Though he was ordained a priest in 1512/13, perhaps the first person to be so in the Americas, it would be another two years before his. He was the first to push for the Indians to receive rights. Columbus and the conquistadors who followed him strode over Amerindian peoples, from the islands of the Caribbean to the great complex Aztec (Nahua) and Inca empires of Mexico and Peru, and subordinated them to Spanish sovereignty and dominion in a cruel and barbarous fashion. By the year 1516, Las Casas began to advocate for the importation of African slaves to compensate for the decreasing Indians population. After Christopher Columbus there is no more prominent figure in the Spanish conquest of the Americas/the Encounter than the Dominican priest Bartolom de las Casas (b. He describes his accounts of how the Spaniards treated the Indians even with a high chance of repercussions to himself. Though he is affectionately remembered for his enthusiastic defense of the Indians, he is also well-known for his contributions to extending the African slave trade westward. In 1510 he became the first priest ordained in the Americas. He sailed on Christopher Columbus ’s third voyage (1498) and later became a planter on Hispaniola (1502). The Universal Negro Improvement Association of Marcus Garvey- the most prominent black Caribbean organization in Panama at the time-had originally sympathized with the labor militancy, but in the wake of working-class defeats, became increasingly anti-labor. Las Casas was one of the men that profited from this misery. Bartolome’ de las Casas was a priest maintainer of records for Christopher Columbus. Bartolom de Las Casas, (born August 1474, Sevilladied July 17, 1566, Madrid), Spanish historian and missionary, called the Apostle of the Indies.

Between 15 he helped subjugate islands in the Caribbean, mostly notably Cuba. However, the defeat of these strikes undercut the development of a united-working-class movement in Panama, and caused many black Caribbean migrants to leave Panama and made many of those remaining wary of labor radicalism. In any case, de las Casas was a conquistador. Instead, there was an outpouring of labor militancy in this period, including two massive strikes. Bartolomé de las Casas was the 'Protector of the Indians' and one of the first human rights activists. In the face of this, these workers were not so passive or pro-British as they are often depicted. This was the right to exploit the labor of all the indigenous people who lived on a piece of land that de las Casas controlled. For this military service he received an encomienda. The Canal Zone authorities instituted Jim Crow style segregation (under the “Gold” and “Silver” system) to divide the work force, leaving black Caribbean workers paid less, discriminated against, and oppressed. In any case, de las Casas was a conquistador.

The presence of black people in the Panamanian isthmus went back centuries, West Indian migrants were especially discriminated against because they were English-speaking and Protestant.

The present article examines the rise and fall of Afro-Antillano militancy in both the U.S.- controlled Canal Zone and the Republic of Panama from 1914-1921. While the role of Caribbean immigrants in the “New Negro” movement in the United States is now well established, the concurrent militancy of black Caribbean workers in Panama is much less understood.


* ACTIVITY: Report every line below that carries the word "exhibit".

Figure collection entries
▶

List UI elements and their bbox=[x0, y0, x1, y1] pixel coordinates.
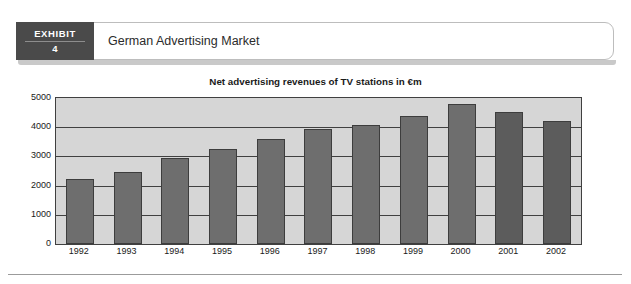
x-axis-tick-label: 1992 bbox=[59, 246, 99, 260]
exhibit-header-shadow bbox=[18, 60, 616, 65]
exhibit-badge: EXHIBIT 4 bbox=[16, 22, 94, 60]
bottom-rule bbox=[8, 274, 622, 275]
bar-2000 bbox=[448, 104, 476, 244]
x-axis-tick-label: 1999 bbox=[393, 246, 433, 260]
x-axis-tick-label: 1997 bbox=[297, 246, 337, 260]
y-axis-labels: 010002000300040005000 bbox=[15, 70, 51, 260]
x-axis-tick-label: 1993 bbox=[107, 246, 147, 260]
bar-1999 bbox=[400, 116, 428, 244]
bar-1998 bbox=[352, 125, 380, 244]
exhibit-header: EXHIBIT 4 German Advertising Market bbox=[16, 22, 614, 60]
plot-area bbox=[55, 97, 582, 245]
bar-1994 bbox=[161, 158, 189, 244]
bar-1992 bbox=[66, 179, 94, 244]
bar-1993 bbox=[114, 172, 142, 244]
y-axis-tick-label: 2000 bbox=[21, 180, 51, 190]
bar-1996 bbox=[257, 139, 285, 244]
x-axis-tick-label: 1994 bbox=[154, 246, 194, 260]
y-axis-tick-label: 3000 bbox=[21, 150, 51, 160]
x-axis-tick-label: 1996 bbox=[250, 246, 290, 260]
y-axis-tick-label: 4000 bbox=[21, 121, 51, 131]
exhibit-header-body bbox=[16, 22, 614, 60]
x-axis-tick-label: 1998 bbox=[345, 246, 385, 260]
exhibit-title: German Advertising Market bbox=[108, 22, 259, 60]
bar-series bbox=[56, 98, 581, 244]
exhibit-badge-divider bbox=[25, 41, 85, 42]
y-axis-tick-label: 0 bbox=[21, 238, 51, 248]
x-axis-labels: 1992199319941995199619971998199920002001… bbox=[55, 246, 580, 260]
x-axis-tick-label: 1995 bbox=[202, 246, 242, 260]
y-axis-tick-label: 1000 bbox=[21, 209, 51, 219]
x-axis-tick-label: 2001 bbox=[488, 246, 528, 260]
bar-chart: Net advertising revenues of TV stations … bbox=[0, 70, 631, 260]
exhibit-badge-number: 4 bbox=[52, 43, 57, 55]
x-axis-tick-label: 2000 bbox=[441, 246, 481, 260]
chart-title: Net advertising revenues of TV stations … bbox=[0, 76, 631, 87]
bar-1997 bbox=[304, 129, 332, 244]
x-axis-tick-label: 2002 bbox=[536, 246, 576, 260]
bar-1995 bbox=[209, 149, 237, 244]
y-axis-tick-label: 5000 bbox=[21, 92, 51, 102]
exhibit-badge-word: EXHIBIT bbox=[34, 28, 76, 40]
bar-2001 bbox=[495, 112, 523, 244]
bar-2002 bbox=[543, 121, 571, 244]
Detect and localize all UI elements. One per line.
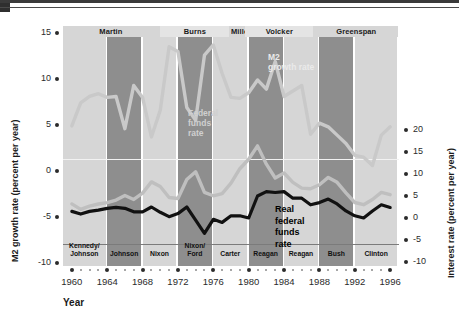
top-rule-thick bbox=[0, 0, 459, 3]
right-tick-label: -5 bbox=[413, 234, 433, 244]
x-tick-dot-minor bbox=[159, 269, 161, 271]
right-tick-dot bbox=[404, 238, 408, 242]
fed-chair-label: Miller bbox=[231, 27, 244, 36]
series-line bbox=[72, 45, 390, 166]
right-tick-label: 5 bbox=[413, 190, 433, 200]
president-label: Reagan bbox=[249, 250, 283, 258]
president-label: Reagan bbox=[284, 250, 318, 258]
left-tick-dot bbox=[55, 31, 59, 35]
x-tick-dot-minor bbox=[345, 269, 347, 271]
x-tick-dot-major bbox=[141, 268, 145, 272]
x-tick-dot-major bbox=[211, 268, 215, 272]
left-tick-label: 15 bbox=[24, 27, 51, 37]
x-tick-dot-minor bbox=[186, 269, 188, 271]
left-tick-dot bbox=[55, 215, 59, 219]
series-line bbox=[72, 146, 390, 210]
x-tick-dot-minor bbox=[380, 269, 382, 271]
x-tick-label: 1972 bbox=[158, 276, 198, 287]
fed-chair-label: Greenspan bbox=[315, 27, 398, 36]
x-tick-dot-major bbox=[70, 268, 74, 272]
right-tick-dot bbox=[404, 150, 408, 154]
left-tick-label: 10 bbox=[24, 73, 51, 83]
x-tick-dot-minor bbox=[301, 269, 303, 271]
president-label: Johnson bbox=[107, 250, 141, 258]
x-tick-dot-minor bbox=[89, 269, 91, 271]
x-tick-dot-minor bbox=[203, 269, 205, 271]
top-rule-thin bbox=[0, 7, 459, 8]
x-tick-dot-minor bbox=[97, 269, 99, 271]
right-tick-label: 10 bbox=[413, 168, 433, 178]
fed-chair-label: Martin bbox=[63, 27, 159, 36]
x-tick-dot-minor bbox=[230, 269, 232, 271]
x-tick-label: 1976 bbox=[193, 276, 233, 287]
left-tick-label: -10 bbox=[24, 257, 51, 267]
x-tick-label: 1988 bbox=[299, 276, 339, 287]
left-tick-dot bbox=[55, 169, 59, 173]
left-tick-dot bbox=[55, 123, 59, 127]
left-tick-label: -5 bbox=[24, 211, 51, 221]
right-tick-label: 20 bbox=[413, 124, 433, 134]
x-tick-dot-major bbox=[282, 268, 286, 272]
president-label: Clinton bbox=[355, 250, 398, 258]
series-annotation: Federal funds rate bbox=[188, 108, 218, 138]
right-tick-label: -10 bbox=[413, 256, 433, 266]
left-tick-label: 0 bbox=[24, 165, 51, 175]
x-tick-dot-minor bbox=[371, 269, 373, 271]
x-tick-label: 1984 bbox=[264, 276, 304, 287]
x-tick-dot-minor bbox=[274, 269, 276, 271]
x-tick-dot-minor bbox=[292, 269, 294, 271]
plot-area: MartinBurnsMillerVolckerGreenspan Kenned… bbox=[63, 26, 399, 266]
x-tick-label: 1964 bbox=[87, 276, 127, 287]
x-tick-dot-minor bbox=[327, 269, 329, 271]
x-tick-dot-minor bbox=[168, 269, 170, 271]
president-label: Nixon/ Ford bbox=[178, 242, 212, 257]
x-tick-dot-minor bbox=[195, 269, 197, 271]
x-tick-dot-minor bbox=[239, 269, 241, 271]
right-tick-dot bbox=[404, 194, 408, 198]
series-annotation: Real federal funds rate bbox=[275, 204, 305, 250]
left-tick-dot bbox=[55, 261, 59, 265]
right-tick-dot bbox=[404, 216, 408, 220]
x-tick-dot-minor bbox=[336, 269, 338, 271]
president-label: Carter bbox=[213, 250, 247, 258]
x-tick-dot-minor bbox=[133, 269, 135, 271]
right-tick-dot bbox=[404, 172, 408, 176]
series-lines bbox=[63, 26, 399, 266]
president-label: Bush bbox=[319, 250, 353, 258]
left-axis-title: M2 growth rate (percent per year) bbox=[10, 119, 20, 262]
left-tick-dot bbox=[55, 77, 59, 81]
fed-chair-label: Burns bbox=[160, 27, 229, 36]
chart-page: 151050-5-10 M2 growth rate (percent per … bbox=[0, 0, 459, 318]
president-label: Nixon bbox=[143, 250, 177, 258]
right-tick-dot bbox=[404, 128, 408, 132]
x-tick-dot-minor bbox=[257, 269, 259, 271]
left-tick-label: 5 bbox=[24, 119, 51, 129]
x-tick-dot-major bbox=[176, 268, 180, 272]
right-axis-title: Interest rate (percent per year) bbox=[446, 148, 456, 278]
x-tick-dot-minor bbox=[115, 269, 117, 271]
x-tick-dot-major bbox=[247, 268, 251, 272]
series-annotation: M2 growth rate bbox=[268, 52, 314, 72]
x-tick-label: 1980 bbox=[229, 276, 269, 287]
x-tick-label: 1960 bbox=[52, 276, 92, 287]
x-tick-dot-minor bbox=[124, 269, 126, 271]
x-tick-label: 1992 bbox=[335, 276, 375, 287]
fed-chair-label: Volcker bbox=[245, 27, 313, 36]
x-tick-dot-minor bbox=[310, 269, 312, 271]
x-tick-dot-major bbox=[317, 268, 321, 272]
right-tick-label: 15 bbox=[413, 146, 433, 156]
right-tick-dot bbox=[404, 260, 408, 264]
x-tick-dot-minor bbox=[363, 269, 365, 271]
x-tick-dot-minor bbox=[80, 269, 82, 271]
x-tick-dot-minor bbox=[221, 269, 223, 271]
x-tick-label: 1996 bbox=[370, 276, 410, 287]
x-tick-dot-major bbox=[353, 268, 357, 272]
x-tick-dot-major bbox=[105, 268, 109, 272]
x-tick-label: 1968 bbox=[123, 276, 163, 287]
x-tick-dot-major bbox=[388, 268, 392, 272]
x-tick-dot-minor bbox=[265, 269, 267, 271]
right-tick-label: 0 bbox=[413, 212, 433, 222]
x-axis-title: Year bbox=[63, 297, 84, 308]
president-label: Kennedy/ Johnson bbox=[63, 242, 106, 257]
x-tick-dot-minor bbox=[150, 269, 152, 271]
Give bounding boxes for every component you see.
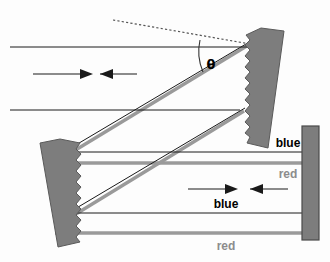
diagram-canvas: θ blue red blue red [0,0,330,262]
output-coupler-mirror[interactable] [302,126,319,240]
angle-label: θ [207,57,216,72]
blue-beam-label-upper: blue [276,136,301,150]
blue-beam-label-lower: blue [214,197,239,211]
optics-diagram-figure: θ blue red blue red [0,0,330,262]
red-beam-label-upper: red [279,167,298,181]
red-beam-label-lower: red [217,239,236,253]
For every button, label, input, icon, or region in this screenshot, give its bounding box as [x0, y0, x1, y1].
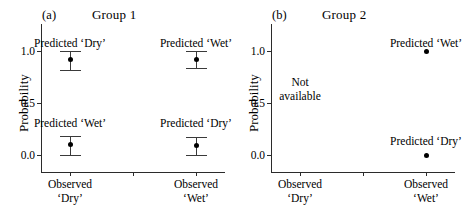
panel-b-xtick-1 [300, 172, 301, 176]
panel-a-xtick-2 [133, 172, 134, 176]
panel-b-plot-area: 1.0 0.5 0.0 Observed ‘Dry’ Observed ‘Wet… [271, 24, 455, 172]
panel-a-series-label-top-right: Predicted ‘Wet’ [146, 37, 246, 49]
panel-a-series-label-top-left: Predicted ‘Dry’ [20, 37, 120, 49]
panel-a-errorbar-cap-upper-bottom-right [186, 137, 207, 138]
panel-b-xtick-3 [426, 172, 427, 176]
figure-two-panel-probability: (a) Group 1 Probability 1.0 0.5 0.0 Obse… [0, 0, 468, 217]
panel-b-not-available-note: Not available [260, 76, 340, 104]
panel-a-errorbar-cap-upper-top-left [60, 51, 81, 52]
panel-b-point-bottom-right [424, 153, 429, 158]
panel-a-plot-area: 1.0 0.5 0.0 Observed ‘Dry’ Observed ‘Wet… [41, 24, 225, 172]
panel-a-series-label-bottom-right: Predicted ‘Dry’ [146, 117, 246, 129]
panel-a-xtick-label-dry-line1: Observed [30, 178, 110, 192]
panel-b-group-2: (b) Group 2 Probability 1.0 0.5 0.0 Obse… [234, 0, 468, 217]
panel-a-xtick-label-dry-line2: ‘Dry’ [30, 192, 110, 206]
panel-a-errorbar-cap-lower-bottom-left [60, 155, 81, 156]
panel-b-label: (b) [272, 8, 287, 23]
panel-b-ytick-label-1.0: 1.0 [233, 45, 265, 57]
panel-b-xtick-label-wet-line2: ‘Wet’ [386, 192, 466, 206]
panel-a-ytick-label-0.5: 0.5 [3, 97, 35, 109]
panel-a-ytick-0.5 [37, 103, 41, 104]
panel-b-xtick-label-wet-line1: Observed [386, 178, 466, 192]
panel-a-errorbar-cap-lower-bottom-right [186, 155, 207, 156]
panel-a-ytick-1.0 [37, 51, 41, 52]
panel-a-xtick-label-wet-line2: ‘Wet’ [156, 192, 236, 206]
panel-b-point-top-right [424, 49, 429, 54]
panel-a-point-top-left [68, 57, 73, 62]
panel-b-series-label-bottom-right: Predicted ‘Dry’ [376, 135, 468, 147]
panel-a-series-label-bottom-left: Predicted ‘Wet’ [20, 117, 120, 129]
panel-b-ytick-1.0 [267, 51, 271, 52]
panel-b-series-label-top-right: Predicted ‘Wet’ [376, 37, 468, 49]
panel-a-point-bottom-left [68, 142, 73, 147]
panel-a-xtick-3 [196, 172, 197, 176]
panel-b-xtick-2 [363, 172, 364, 176]
panel-b-ytick-label-0.0: 0.0 [233, 149, 265, 161]
panel-b-xtick-label-dry-line1: Observed [260, 178, 340, 192]
panel-a-title: Group 1 [92, 7, 136, 23]
panel-a-group-1: (a) Group 1 Probability 1.0 0.5 0.0 Obse… [0, 0, 234, 217]
panel-b-not-available-line2: available [260, 90, 340, 104]
panel-a-label: (a) [42, 8, 56, 23]
panel-b-ytick-0.0 [267, 155, 271, 156]
panel-b-title: Group 2 [322, 7, 366, 23]
panel-a-errorbar-cap-upper-top-right [186, 51, 207, 52]
panel-a-ytick-0.0 [37, 155, 41, 156]
panel-a-point-bottom-right [194, 143, 199, 148]
panel-a-errorbar-cap-upper-bottom-left [60, 136, 81, 137]
panel-a-xtick-label-wet: Observed ‘Wet’ [156, 178, 236, 205]
panel-a-ytick-label-0.0: 0.0 [3, 149, 35, 161]
panel-a-xtick-label-wet-line1: Observed [156, 178, 236, 192]
panel-b-xtick-label-dry: Observed ‘Dry’ [260, 178, 340, 205]
panel-a-xtick-label-dry: Observed ‘Dry’ [30, 178, 110, 205]
panel-b-xtick-label-dry-line2: ‘Dry’ [260, 192, 340, 206]
panel-a-errorbar-cap-lower-top-right [186, 68, 207, 69]
panel-a-errorbar-cap-lower-top-left [60, 70, 81, 71]
panel-b-xtick-label-wet: Observed ‘Wet’ [386, 178, 466, 205]
panel-a-xtick-1 [70, 172, 71, 176]
panel-a-point-top-right [194, 57, 199, 62]
panel-b-not-available-line1: Not [260, 76, 340, 90]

◀

* FINISHED EXERCISE:
exhibit-header-shadow bbox=[18, 60, 616, 65]
exhibit-badge: EXHIBIT 4 bbox=[16, 22, 94, 60]
exhibit-header: EXHIBIT 4 German Advertising Market bbox=[16, 22, 614, 60]
exhibit-header-body bbox=[16, 22, 614, 60]
exhibit-title: German Advertising Market bbox=[108, 22, 259, 60]
exhibit-badge-divider bbox=[25, 41, 85, 42]
exhibit-badge-number: 4 bbox=[52, 43, 57, 55]
exhibit-badge-word: EXHIBIT bbox=[34, 28, 76, 40]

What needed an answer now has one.